A longitudinal study of wi-fi access point security inthe Perth central business district
Document Type
Conference Proceeding
Publisher
secau Security Research Centre, Edith Cowan University, Perth, Western Australia
Faculty
Faculty of Computing, Health and Science
School
School of Computer and Security Science / Security Research Centre (secAU)
RAS ID
13106
Abstract
This study collected data in 2008 and 2011 in relation to the level of apparent security of wireless network access points in the Perth CBD. It also compared this data to a comparable study conducted in 2004. The aim was to determine whether businesses were using an appropriate level of encryption to protect their wireless networks. A pre-determined route was followed which traced the Perth CBD and the open source wireless network auditing tool Kismet was used to survey the wireless networks. In 2008, approximately 1300 access points were discovered in the Perth CBD, this number climbing to approximately 3400 in 2011. Of the 1400 discovered in 2008, approximately 30% were open, with 15% using WEP security, with these values falling to 8 and 4% respectively in 2011. In conclusion, the number of APs using WEP appears to have fallen in total and as a percentage of the total number of networks. The number of APs still using WEP and WPA TKIP is concerning, as the technology underlying these security methods is flawed and open to compromise. No significant finding can be drawn in relation to the open access points, due to not knowing whether a VPN or other upstream authentication mechanism was employed.
DOI
10.4225/75/57b53346cd8bf
Access Rights
free_to_read
Comments
Jacobson, E., & Woodward, A. (2011). A longitudinal study of Wi-Fi access point security in the Perth central business district. Paper presented at the 9th Australian Information Security Management Conference, Edith Cowan University, Perth, Western Australia. Available here.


● Directions for this task
Leaving out the images, return the data below exactly as it is written.

Figure dataset records:
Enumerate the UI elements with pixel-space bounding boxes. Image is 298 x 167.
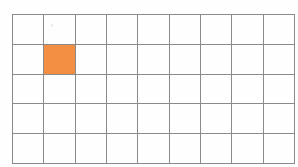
grid-cell-r4-c7[interactable] xyxy=(200,104,231,134)
grid-cell-r4-c3[interactable] xyxy=(75,104,106,134)
grid-cell-r5-c8[interactable] xyxy=(232,134,263,164)
grid-cell-r3-c4[interactable] xyxy=(106,74,137,104)
grid-cell-r2-c6[interactable] xyxy=(169,44,200,74)
grid-cell-r2-c4[interactable] xyxy=(106,44,137,74)
grid-cell-r1-c2[interactable] xyxy=(44,15,75,45)
grid-cell-r3-c8[interactable] xyxy=(232,74,263,104)
grid-cell-r2-c1[interactable] xyxy=(13,44,44,74)
grid-cell-r3-c9[interactable] xyxy=(263,74,294,104)
grid-row xyxy=(13,74,295,104)
grid-cell-r5-c5[interactable] xyxy=(138,134,169,164)
grid-cell-r1-c5[interactable] xyxy=(138,15,169,45)
grid-cell-r3-c5[interactable] xyxy=(138,74,169,104)
grid-cell-r4-c9[interactable] xyxy=(263,104,294,134)
grid-cell-r2-c8[interactable] xyxy=(232,44,263,74)
grid-cell-r3-c2[interactable] xyxy=(44,74,75,104)
grid-cell-r2-c9[interactable] xyxy=(263,44,294,74)
grid-cell-r2-c7[interactable] xyxy=(200,44,231,74)
grid-row xyxy=(13,44,295,74)
grid-cell-r5-c3[interactable] xyxy=(75,134,106,164)
grid-row xyxy=(13,134,295,164)
grid-cell-r1-c8[interactable] xyxy=(232,15,263,45)
grid-canvas xyxy=(0,0,298,167)
grid-cell-r4-c1[interactable] xyxy=(13,104,44,134)
grid-cell-r5-c2[interactable] xyxy=(44,134,75,164)
grid-cell-r3-c6[interactable] xyxy=(169,74,200,104)
grid-cell-r5-c1[interactable] xyxy=(13,134,44,164)
grid-cell-r2-c5[interactable] xyxy=(138,44,169,74)
rectangular-grid[interactable] xyxy=(12,14,295,164)
grid-cell-r4-c6[interactable] xyxy=(169,104,200,134)
grid-cell-r1-c9[interactable] xyxy=(263,15,294,45)
grid-cell-r1-c4[interactable] xyxy=(106,15,137,45)
grid-cell-r3-c3[interactable] xyxy=(75,74,106,104)
grid-cell-r4-c5[interactable] xyxy=(138,104,169,134)
grid-cell-r5-c7[interactable] xyxy=(200,134,231,164)
grid-cell-r4-c4[interactable] xyxy=(106,104,137,134)
grid-cell-r3-c1[interactable] xyxy=(13,74,44,104)
grid-cell-r1-c7[interactable] xyxy=(200,15,231,45)
grid-cell-r5-c6[interactable] xyxy=(169,134,200,164)
grid-cell-r4-c8[interactable] xyxy=(232,104,263,134)
grid-row xyxy=(13,104,295,134)
grid-cell-r1-c6[interactable] xyxy=(169,15,200,45)
grid-cell-filled-r2-c2[interactable] xyxy=(44,44,75,74)
grid-row xyxy=(13,15,295,45)
grid-cell-r4-c2[interactable] xyxy=(44,104,75,134)
grid-cell-r5-c4[interactable] xyxy=(106,134,137,164)
grid-cell-r1-c3[interactable] xyxy=(75,15,106,45)
grid-cell-r2-c3[interactable] xyxy=(75,44,106,74)
grid-cell-r5-c9[interactable] xyxy=(263,134,294,164)
grid-cell-r1-c1[interactable] xyxy=(13,15,44,45)
grid-cell-r3-c7[interactable] xyxy=(200,74,231,104)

● Response area
Enumerate the UI elements with pixel-space bounding boxes. Image is 298 x 167.
grid-cell-r4-c7[interactable] xyxy=(200,104,231,134)
grid-cell-r4-c3[interactable] xyxy=(75,104,106,134)
grid-cell-r5-c8[interactable] xyxy=(232,134,263,164)
grid-cell-r3-c4[interactable] xyxy=(106,74,137,104)
grid-cell-r2-c6[interactable] xyxy=(169,44,200,74)
grid-cell-r2-c4[interactable] xyxy=(106,44,137,74)
grid-cell-r1-c2[interactable] xyxy=(44,15,75,45)
grid-cell-r3-c8[interactable] xyxy=(232,74,263,104)
grid-cell-r2-c1[interactable] xyxy=(13,44,44,74)
grid-cell-r3-c9[interactable] xyxy=(263,74,294,104)
grid-row xyxy=(13,74,295,104)
grid-cell-r5-c5[interactable] xyxy=(138,134,169,164)
grid-cell-r1-c5[interactable] xyxy=(138,15,169,45)
grid-cell-r3-c5[interactable] xyxy=(138,74,169,104)
grid-cell-r4-c9[interactable] xyxy=(263,104,294,134)
grid-cell-r2-c8[interactable] xyxy=(232,44,263,74)
grid-cell-r3-c2[interactable] xyxy=(44,74,75,104)
grid-cell-r2-c9[interactable] xyxy=(263,44,294,74)
grid-cell-r2-c7[interactable] xyxy=(200,44,231,74)
grid-row xyxy=(13,44,295,74)
grid-cell-r5-c3[interactable] xyxy=(75,134,106,164)
grid-row xyxy=(13,134,295,164)
grid-cell-r1-c8[interactable] xyxy=(232,15,263,45)
grid-canvas xyxy=(0,0,298,167)
grid-cell-r4-c1[interactable] xyxy=(13,104,44,134)
grid-cell-r5-c2[interactable] xyxy=(44,134,75,164)
grid-cell-r3-c6[interactable] xyxy=(169,74,200,104)
grid-cell-r5-c1[interactable] xyxy=(13,134,44,164)
grid-cell-r2-c5[interactable] xyxy=(138,44,169,74)
rectangular-grid[interactable] xyxy=(12,14,295,164)
grid-cell-r4-c6[interactable] xyxy=(169,104,200,134)
grid-cell-r1-c9[interactable] xyxy=(263,15,294,45)
grid-cell-r1-c4[interactable] xyxy=(106,15,137,45)
grid-cell-r3-c3[interactable] xyxy=(75,74,106,104)
grid-cell-r4-c5[interactable] xyxy=(138,104,169,134)
grid-cell-r5-c7[interactable] xyxy=(200,134,231,164)
grid-cell-r4-c4[interactable] xyxy=(106,104,137,134)
grid-cell-r3-c1[interactable] xyxy=(13,74,44,104)
grid-cell-r1-c7[interactable] xyxy=(200,15,231,45)
grid-cell-r5-c6[interactable] xyxy=(169,134,200,164)
grid-cell-r4-c8[interactable] xyxy=(232,104,263,134)
grid-row xyxy=(13,104,295,134)
grid-cell-r1-c6[interactable] xyxy=(169,15,200,45)
grid-cell-filled-r2-c2[interactable] xyxy=(44,44,75,74)
grid-row xyxy=(13,15,295,45)
grid-cell-r4-c2[interactable] xyxy=(44,104,75,134)
grid-cell-r5-c4[interactable] xyxy=(106,134,137,164)
grid-cell-r1-c3[interactable] xyxy=(75,15,106,45)
grid-cell-r2-c3[interactable] xyxy=(75,44,106,74)
grid-cell-r5-c9[interactable] xyxy=(263,134,294,164)
grid-cell-r1-c1[interactable] xyxy=(13,15,44,45)
grid-cell-r3-c7[interactable] xyxy=(200,74,231,104)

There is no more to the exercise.